The opening session of the FAO/IAEA Symposium on Sustainable Improvement of Animal Production and Health, Vienna, Austria, 8 June 2009. (Photo: D. Calma/IAEA)

A top United Nations official on Monday said that increased cooperation and vigilance on the part of both international and national health systems can help curb the continued threat of a major new influenza A (H1N1) pandemic - popularly known as swine flu. The advice came at the opening ceremony of a symposium on animal health organized jointly by the IAEA and the Food and Agriculture Organization of the United Nations (FAO).

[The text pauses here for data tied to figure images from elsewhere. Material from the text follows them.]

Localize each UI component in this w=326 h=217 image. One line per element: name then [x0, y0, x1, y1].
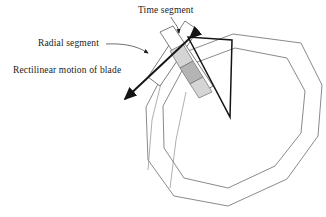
figure-canvas: Time segment Radial segment Rectilinear …	[0, 0, 326, 217]
radial-segment-leader	[106, 44, 148, 53]
time-segment-label: Time segment	[138, 6, 194, 16]
segment-diagram	[0, 0, 326, 217]
guide-line-right	[170, 92, 186, 188]
rectilinear-motion-label: Rectilinear motion of blade	[13, 66, 121, 76]
radial-segment-label: Radial segment	[38, 39, 99, 49]
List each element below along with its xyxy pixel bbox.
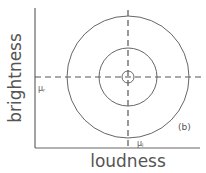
diagram-canvas: brightness loudness μr μl (b) xyxy=(0,0,206,173)
panel-label: (b) xyxy=(178,122,191,132)
y-axis-label: brightness xyxy=(5,33,25,123)
x-axis-label: loudness xyxy=(90,151,166,171)
y-mean-label: μr xyxy=(38,84,46,93)
x-mean-label: μl xyxy=(137,139,143,148)
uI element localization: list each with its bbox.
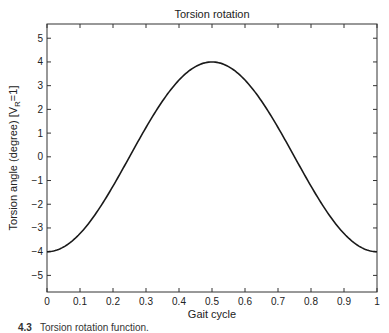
y-tick-label: −5 [32,270,44,281]
figure-caption: 4.3Torsion rotation function. [18,322,149,333]
y-tick-label: −1 [32,175,44,186]
x-axis: 00.10.20.30.40.50.60.70.80.91 [44,24,380,307]
x-tick-label: 0.5 [205,296,219,307]
y-tick-label: 4 [37,56,43,67]
y-tick-label: −2 [32,199,44,210]
y-axis-label: Torsion angle (degree) [VR=1] [7,86,22,231]
y-tick-label: 1 [37,128,43,139]
x-axis-label: Gait cycle [188,308,236,320]
torsion-rotation-chart: Torsion rotation 00.10.20.30.40.50.60.70… [0,0,389,333]
x-tick-label: 0 [44,296,50,307]
x-tick-label: 0.6 [238,296,252,307]
y-tick-label: 5 [37,33,43,44]
x-tick-label: 0.7 [271,296,285,307]
x-tick-label: 0.9 [337,296,351,307]
y-tick-label: 2 [37,104,43,115]
y-tick-label: −3 [32,222,44,233]
x-tick-label: 0.4 [172,296,186,307]
y-axis: 543210−1−2−3−4−5 [32,33,377,281]
y-tick-label: 0 [37,151,43,162]
plot-frame [47,24,377,292]
figure-caption-text: Torsion rotation function. [40,322,149,333]
x-tick-label: 0.1 [73,296,87,307]
x-tick-label: 0.3 [139,296,153,307]
y-tick-label: 3 [37,80,43,91]
y-tick-label: −4 [32,246,44,257]
chart-title: Torsion rotation [174,8,249,20]
x-tick-label: 0.8 [304,296,318,307]
figure-number: 4.3 [18,322,32,333]
x-tick-label: 0.2 [106,296,120,307]
x-tick-label: 1 [374,296,380,307]
torsion-curve [47,62,377,252]
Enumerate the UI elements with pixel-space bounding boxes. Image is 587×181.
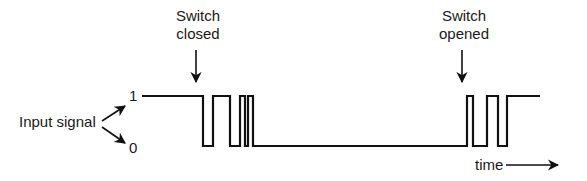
arrow-to-low-icon xyxy=(102,127,125,143)
switch-opened-line2: opened xyxy=(434,25,494,43)
switch-closed-line2: closed xyxy=(172,25,224,43)
arrow-to-high-icon xyxy=(102,106,125,121)
switch-closed-line1: Switch xyxy=(172,7,224,25)
timing-diagram xyxy=(0,0,587,181)
level-low-label: 0 xyxy=(129,139,137,157)
input-signal-label: Input signal xyxy=(19,113,96,131)
signal-waveform xyxy=(142,96,540,146)
level-high-label: 1 xyxy=(129,87,137,105)
switch-opened-label: Switch opened xyxy=(434,7,494,43)
switch-closed-label: Switch closed xyxy=(172,7,224,43)
time-label: time xyxy=(475,156,503,174)
switch-opened-line1: Switch xyxy=(434,7,494,25)
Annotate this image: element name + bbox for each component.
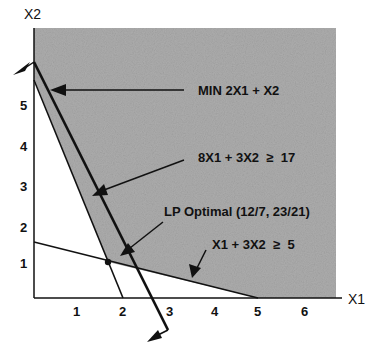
y-tick-4: 4	[20, 139, 27, 154]
y-tick-1: 1	[20, 256, 27, 271]
constraint1-op: ≥	[266, 150, 273, 165]
objective-arrow-bottom-icon	[147, 330, 162, 342]
constraint2-lhs: X1 + 3X2	[212, 237, 266, 252]
x-tick-1: 1	[73, 304, 80, 319]
y-axis-label: X2	[24, 6, 41, 22]
x-tick-6: 6	[301, 304, 308, 319]
optimal-label: LP Optimal (12/7, 23/21)	[164, 204, 310, 219]
y-tick-2: 2	[20, 220, 27, 235]
lp-graph	[0, 0, 376, 349]
objective-label: MIN 2X1 + X2	[198, 83, 279, 98]
x-tick-5: 5	[254, 304, 261, 319]
constraint2-label: X1 + 3X2 ≥ 5	[212, 237, 295, 252]
constraint2-rhs: 5	[287, 237, 294, 252]
objective-arrow-top-icon	[13, 62, 30, 75]
objective-arrow-top-shaft	[22, 62, 34, 70]
optimal-point	[105, 259, 111, 265]
x-tick-4: 4	[211, 304, 218, 319]
constraint1-label: 8X1 + 3X2 ≥ 17	[198, 150, 295, 165]
y-tick-3: 3	[20, 179, 27, 194]
constraint1-lhs: 8X1 + 3X2	[198, 150, 259, 165]
x-tick-3: 3	[166, 304, 173, 319]
x-tick-2: 2	[119, 304, 126, 319]
x-axis-label: X1	[348, 291, 365, 307]
constraint1-rhs: 17	[281, 150, 295, 165]
constraint2-op: ≥	[273, 237, 280, 252]
y-tick-5: 5	[20, 98, 27, 113]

"There is still a real threat of a pandemic, and the world health bodies and governments must remain in full alert until this danger has passed," said Dr. David Nabarro, Assistant Secretary General and UN System Coordinator for Influenza and Global Food Security, in his keynote speech at the International Symposium on Sustainable Improvement of Animal Production and Health.

The good news, he said, is that pandemic preparedness has moved forward over the last four years thanks to the partnerships organized at regional and global levels to ensure communication channels are sufficiently open for authorities in different parts of the world to heed warnings on possible causes for concern.

With at least two new pathogens capable of harming humans emerging each year, 75 per cent originating in the animal kingdom, the prompt diagnosis of and response to disease in animals is vital both for disease control and for assessing practices that are most likely to result in risks to animal health and for people, said Nabarro.

"There is a huge problem associated with zoonotic diseases, of course, and symposia like these re-enforce the cooperation that is absolutely essential to curb pandemics," said Gerrit Viljoen, who heads the Animal Production and Health Section of the Joint FAO/IAEA Division.

New technologies emerging every day, many of them nuclear and related techniques, are essential pieces in ensuring appropriate diagnostics and control of animal-origin disease such as avian and H1N1 influenza pandemics, known as zoonotic diseases.

Praising the Mexican authorities for acting quickly by sharing samples of the flu, referring to the recent outbreak of new influenza A (H1N1), Nabarro said international cooperation and communication - increasing access to technology - as well as public awareness enabled health and agricultural authorities worldwide to produce the viral diagnostic reagents necessary to both diagnose, treat and control the disease as quickly as possible.

The FAO/IAEA Symposium on Sustainable Improvement of Animal Production and Health is taking place from 8-11 June 2009 in Vienna, Austria. The event is organised in cooperation with the World Health Organization (WHO) and the World Animal Health Organization (OIE).